Overview
This lecture provided a concise review of sentence structure in English grammar, covering sentence fragments, run-on sentences, clause coordination, subordination, and pronoun reference clarity.
Sentence Fragments
- A sentence fragment is a group of words that does not express a complete thought.
- Fragments lack a subject, a verb, or a complete idea.
- Examples include missing subjects, missing verbs, or incomplete ideas.
- Phrases (groups of words acting as one part of speech, no subject/verb) are also fragments if they stand alone.
Complete Sentences
- A complete sentence requires a subject, a verb, and a complete thought.
- Short sentences can be complete if they meet these requirements (e.g., "John ran home").
Subordinate Clauses and Conjunctions
- Subordinate clauses begin with subordinating conjunctions (e.g., because, since, although) and cannot stand alone.
- Subordinate clauses show relationships like cause/effect, time, condition, comparison, or place.
- To correct fragments, ensure every sentence has a subject, verb, and expresses a complete thought.
Run-on Sentences & Comma Splices
- A run-on is two complete sentences joined without correct punctuation or conjunction.
- Common fix: separate sentences with a period, semicolon, or use a coordinating conjunction (FANBOYS: for, and, nor, but, or, yet, so).
- A comma splice occurs if two sentences are joined only by a comma without a coordinating conjunction.
Coordination and Subordination of Clauses
- Coordinate clauses are equal in rank, joined by conjunctions like and, but, or, so.
- Subordinate clauses are unequal and depend on the main clause for meaning.
- Choose connectives carefully to express logical relationships clearly.
Adverb and Adjective Clauses
- Subordinate adverb clauses answer how, where, when, or why and modify verbs, adjectives, or adverbs.
- Subordinate adjective clauses begin with who, whom, whose, that, which, or relative adverbs (when, where, why) and modify nouns.
Faulty Coordination & Pronoun References
- Faulty coordination occurs when ideas of unequal importance are incorrectly joined as equals.
- Pronouns must clearly refer to a specific antecedent noun to avoid ambiguity.
- Ambiguous, general, or weak pronoun references can confuse the reader.
Key Terms & Definitions
- Sentence Fragment — incomplete sentence missing subject, verb, or complete thought.
- Complete Sentence — contains subject, verb, and expresses a complete idea.
- Phrase — group of words acting as a single part of speech, lacking subject/verb.
- Subordinate Clause — dependent clause that cannot stand alone.
- Coordinating Conjunctions — words that connect clauses of equal rank ("FANBOYS").
- Comma Splice — error where two sentences are joined only with a comma.
- Antecedent — noun to which a pronoun refers.
Action Items / Next Steps
- Review and practice identifying fragments, run-ons, and correct sentence structure.
- Complete any assigned exercises on sentence completion and clause coordination.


* **Task description**
Word for word, copy out the entries below, but not the pictures in them.

(Dataset rows about figures)
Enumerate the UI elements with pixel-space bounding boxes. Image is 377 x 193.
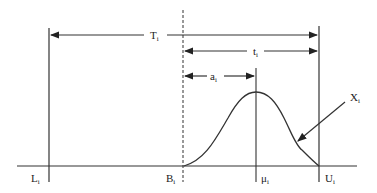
- label-B: Bi: [166, 172, 175, 186]
- label-a: ai: [210, 70, 217, 84]
- label-mu: μi: [261, 172, 269, 186]
- label-L: Li: [31, 172, 40, 186]
- label-U: Ui: [325, 172, 335, 186]
- diagram-canvas: Ti ti ai Xi Li Bi μi Ui: [0, 0, 377, 193]
- distribution-curve: [184, 92, 319, 166]
- label-T: Ti: [150, 29, 159, 43]
- x-pointer-arrow: [298, 102, 345, 141]
- label-X: Xi: [350, 91, 360, 105]
- label-t: ti: [253, 45, 258, 59]
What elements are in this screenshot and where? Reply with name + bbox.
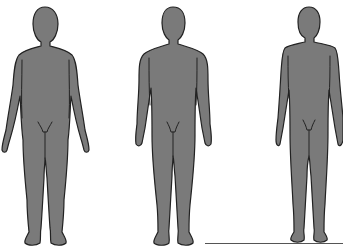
silhouette-broad <box>2 7 89 245</box>
silhouette-athletic <box>136 7 212 245</box>
body-types-illustration <box>0 0 343 247</box>
silhouette-slender <box>276 7 343 242</box>
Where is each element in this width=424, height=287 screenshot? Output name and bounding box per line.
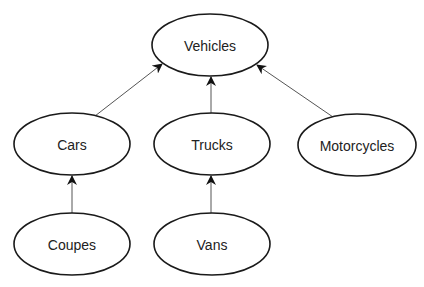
- nodes-group: VehiclesCarsTrucksMotorcyclesCoupesVans: [14, 14, 416, 275]
- edge-arrow-motorcycles-to-vehicles: [257, 65, 333, 117]
- node-cars: Cars: [14, 113, 130, 175]
- node-coupes: Coupes: [14, 213, 130, 275]
- node-motorcycles: Motorcycles: [298, 114, 416, 176]
- node-label-cars: Cars: [57, 137, 87, 153]
- node-label-trucks: Trucks: [191, 137, 232, 153]
- vehicle-hierarchy-diagram: VehiclesCarsTrucksMotorcyclesCoupesVans: [0, 0, 424, 287]
- node-vehicles: Vehicles: [152, 14, 268, 76]
- node-vans: Vans: [154, 213, 270, 275]
- node-label-vans: Vans: [197, 237, 228, 253]
- edge-arrow-cars-to-vehicles: [95, 64, 162, 116]
- node-label-vehicles: Vehicles: [184, 38, 236, 54]
- node-label-motorcycles: Motorcycles: [320, 138, 395, 154]
- node-label-coupes: Coupes: [48, 237, 96, 253]
- node-trucks: Trucks: [154, 113, 270, 175]
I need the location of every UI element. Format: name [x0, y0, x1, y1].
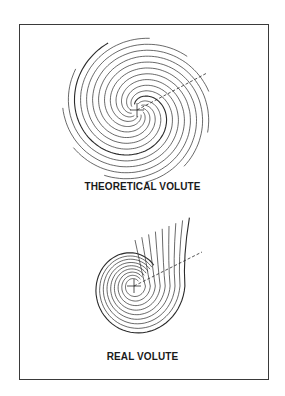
- volute-diagrams: [0, 0, 285, 396]
- dashed-radius-line: [137, 73, 207, 110]
- real-volute-drawing: [96, 218, 202, 333]
- spiral-arm: [93, 50, 209, 137]
- spiral-arm: [68, 69, 172, 161]
- theoretical-volute-caption: THEORETICAL VOLUTE: [0, 181, 285, 192]
- volute-curve: [126, 240, 146, 297]
- theoretical-volute-drawing: [63, 38, 209, 182]
- real-volute-caption: REAL VOLUTE: [0, 351, 285, 362]
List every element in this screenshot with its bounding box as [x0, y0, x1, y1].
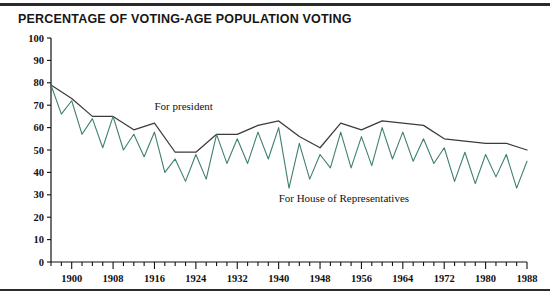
x-tick-label: 1900: [61, 273, 82, 284]
x-tick-label: 1948: [310, 273, 331, 284]
x-axis: 1900190819161924193219401948195619641972…: [51, 262, 538, 284]
series-lines: [51, 85, 527, 188]
y-axis: 0102030405060708090100: [28, 33, 51, 268]
x-tick-label: 1940: [268, 273, 289, 284]
top-rule: [0, 3, 550, 6]
house-label: For House of Representatives: [279, 192, 409, 204]
x-tick-label: 1908: [103, 273, 124, 284]
president-label: For president: [154, 100, 212, 112]
y-tick-label: 90: [34, 55, 45, 66]
y-tick-label: 40: [34, 167, 45, 178]
x-tick-label: 1956: [351, 273, 372, 284]
y-tick-label: 0: [39, 257, 44, 268]
y-tick-label: 30: [34, 189, 45, 200]
series-line-house: [51, 85, 527, 188]
x-tick-label: 1916: [144, 273, 165, 284]
y-tick-label: 70: [34, 100, 45, 111]
series-annotations: For presidentFor House of Representative…: [154, 100, 409, 204]
y-tick-label: 20: [34, 212, 45, 223]
y-tick-label: 60: [34, 122, 45, 133]
series-line-president: [51, 85, 527, 152]
y-tick-label: 50: [34, 145, 45, 156]
y-tick-label: 80: [34, 77, 45, 88]
y-tick-label: 10: [34, 234, 45, 245]
chart-figure: PERCENTAGE OF VOTING-AGE POPULATION VOTI…: [0, 0, 550, 302]
x-tick-label: 1932: [227, 273, 248, 284]
x-tick-label: 1980: [475, 273, 496, 284]
x-tick-label: 1964: [392, 273, 414, 284]
line-chart-plot: 0102030405060708090100 19001908191619241…: [0, 22, 550, 290]
x-tick-label: 1972: [434, 273, 455, 284]
x-tick-label: 1988: [517, 273, 538, 284]
y-tick-label: 100: [28, 33, 44, 44]
x-tick-label: 1924: [185, 273, 207, 284]
bottom-rule: [0, 289, 550, 291]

* **Expected answer**
Enumerate the UI elements with pixel-space bounding boxes. Image is 377 x 193.
- label-B: Bi: [166, 172, 175, 186]
- label-a: ai: [210, 70, 217, 84]
- label-mu: μi: [261, 172, 269, 186]
- label-L: Li: [31, 172, 40, 186]
- label-U: Ui: [325, 172, 335, 186]
- diagram-canvas: Ti ti ai Xi Li Bi μi Ui: [0, 0, 377, 193]
- distribution-curve: [184, 92, 319, 166]
- label-T: Ti: [150, 29, 159, 43]
- x-pointer-arrow: [298, 102, 345, 141]
- label-X: Xi: [350, 91, 360, 105]
- label-t: ti: [253, 45, 258, 59]
What elements are in this screenshot and where? Reply with name + bbox.
silhouette-broad <box>2 7 89 245</box>
silhouette-athletic <box>136 7 212 245</box>
body-types-illustration <box>0 0 343 247</box>
silhouette-slender <box>276 7 343 242</box>
Where is each element in this width=424, height=287 screenshot? Output name and bounding box per line.
- nodes-group: VehiclesCarsTrucksMotorcyclesCoupesVans: [14, 14, 416, 275]
- edge-arrow-motorcycles-to-vehicles: [257, 65, 333, 117]
- node-cars: Cars: [14, 113, 130, 175]
- node-coupes: Coupes: [14, 213, 130, 275]
- node-motorcycles: Motorcycles: [298, 114, 416, 176]
- node-label-cars: Cars: [57, 137, 87, 153]
- node-label-trucks: Trucks: [191, 137, 232, 153]
- vehicle-hierarchy-diagram: VehiclesCarsTrucksMotorcyclesCoupesVans: [0, 0, 424, 287]
- node-vehicles: Vehicles: [152, 14, 268, 76]
- node-vans: Vans: [154, 213, 270, 275]
- node-label-vans: Vans: [197, 237, 228, 253]
- edge-arrow-cars-to-vehicles: [95, 64, 162, 116]
- node-label-vehicles: Vehicles: [184, 38, 236, 54]
- node-label-motorcycles: Motorcycles: [320, 138, 395, 154]
- node-label-coupes: Coupes: [48, 237, 96, 253]
- node-trucks: Trucks: [154, 113, 270, 175]
I need the location of every UI element. Format: name [x0, y0, x1, y1].
- volute-diagrams: [0, 0, 285, 396]
- dashed-radius-line: [137, 73, 207, 110]
- real-volute-drawing: [96, 218, 202, 333]
- spiral-arm: [93, 50, 209, 137]
- spiral-arm: [68, 69, 172, 161]
- theoretical-volute-caption: THEORETICAL VOLUTE: [0, 181, 285, 192]
- volute-curve: [126, 240, 146, 297]
- theoretical-volute-drawing: [63, 38, 209, 182]
- real-volute-caption: REAL VOLUTE: [0, 351, 285, 362]
List every element in this screenshot with its bounding box as [x0, y0, x1, y1].
x-tick-label: 1900: [61, 273, 82, 284]
x-tick-label: 1948: [310, 273, 331, 284]
x-axis: 1900190819161924193219401948195619641972…: [51, 262, 538, 284]
series-lines: [51, 85, 527, 188]
y-axis: 0102030405060708090100: [28, 33, 51, 268]
x-tick-label: 1940: [268, 273, 289, 284]
top-rule: [0, 3, 550, 6]
house-label: For House of Representatives: [279, 192, 409, 204]
x-tick-label: 1908: [103, 273, 124, 284]
president-label: For president: [154, 100, 212, 112]
y-tick-label: 90: [34, 55, 45, 66]
y-tick-label: 40: [34, 167, 45, 178]
x-tick-label: 1956: [351, 273, 372, 284]
y-tick-label: 0: [39, 257, 44, 268]
y-tick-label: 30: [34, 189, 45, 200]
series-line-house: [51, 85, 527, 188]
x-tick-label: 1916: [144, 273, 165, 284]
y-tick-label: 70: [34, 100, 45, 111]
series-annotations: For presidentFor House of Representative…: [154, 100, 409, 204]
y-tick-label: 20: [34, 212, 45, 223]
y-tick-label: 60: [34, 122, 45, 133]
series-line-president: [51, 85, 527, 152]
y-tick-label: 50: [34, 145, 45, 156]
y-tick-label: 80: [34, 77, 45, 88]
y-tick-label: 10: [34, 234, 45, 245]
chart-figure: PERCENTAGE OF VOTING-AGE POPULATION VOTI…: [0, 0, 550, 302]
x-tick-label: 1932: [227, 273, 248, 284]
x-tick-label: 1980: [475, 273, 496, 284]
x-tick-label: 1964: [392, 273, 414, 284]
line-chart-plot: 0102030405060708090100 19001908191619241…: [0, 22, 550, 290]
x-tick-label: 1972: [434, 273, 455, 284]
x-tick-label: 1988: [517, 273, 538, 284]
y-tick-label: 100: [28, 33, 44, 44]
x-tick-label: 1924: [185, 273, 207, 284]
bottom-rule: [0, 289, 550, 291]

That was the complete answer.